This essay presents a visual dialogue about our relationship to place. I adopt Henri Lefebvre’s model of cumulative trialectics (1991) as a new thirdspace that more accurately represents the complexities of modern day geographies and hybrid communities by extending the binary analysis of the past and present and beyond the real and the imagined. Trialectics expand our understanding beyond physical geographies by suggesting a cerebral space that searches for new meaning and is therefore more radically open to additional otherness and toward a continuing expansion of [human] spatial knowledge and imagination.
Julia Lossau describes thirdspace as a space that ‘…tends to be transformed into a bounded space which is located next to [and] in-between other bounded spaces, like a piece of a jigsaw’ (2009). This bounded space as a mechanism of transference is examined in my own visual arts practice as a response to and reflection of the collaboration.
Author Biography
Professor Clive Barstow is Executive Dean of Arts & Humanities at Edith Cowan University, Honorary Professor of Art at the University of Shanghai Science & Technology China, Honorary Professor of Design at Guangdong Baiyun University Guangzhou China, and global faculty member of Fairleigh Dickinson University in New Jersey USA.
Clive is a practicing artist and writer. His exhibition profile includes forty years of international exhibitions, artist residencies and publications in Europe, America, Asia and Australia. His work is held in a number of collections, including the Musse National d'Art Modern Pompidou Centre Paris and the British Council USA. Clive is Vice President of the Australian Council of Deans & Directors of Creative Arts (DDCA), the peak body in Australia for Art & Design Higher Education.

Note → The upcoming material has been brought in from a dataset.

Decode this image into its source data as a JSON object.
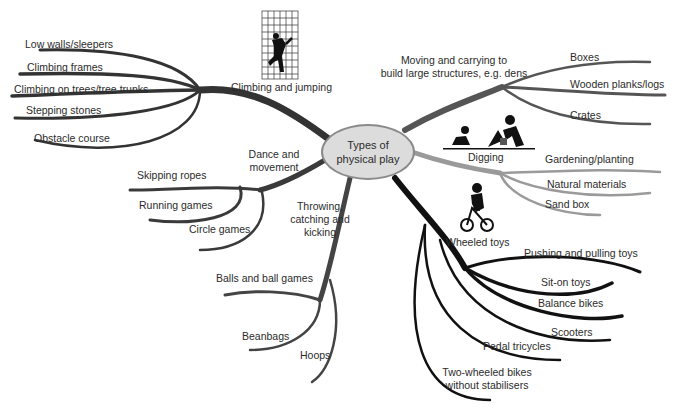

Clive is also Director of the Open Bite Australia Print Workshop, which encourages the development of printmaking within a number of local indigenous communities.
His recent exhibitions include “Tomorrow is History” at the Turner Galleries Perth WA, “Giving Yesterday A Tomorrow” at the Hu Jiang Gallery Shanghai China, “Cultural Pruning” at the Meou Art Gallery M52 Art District Shanghai and recent publications include “Encountering the Third Space: a study of identity and hybridity through trans cultural artistic practice in Australia and China” Oxford University UK. In 2005 Clive was awarded the distinguished teaching award by the Australian Council for University Art & Design Schools, Australia’s peak body for creative arts teaching and research for his contribution to art and design education in Australia.
Barstow, C.
(2018).
Imaginative Geographies: Visualising the Poetics of History and Space.
Landscapes: the Journal of the International Centre for Landscape and Language, 8(1).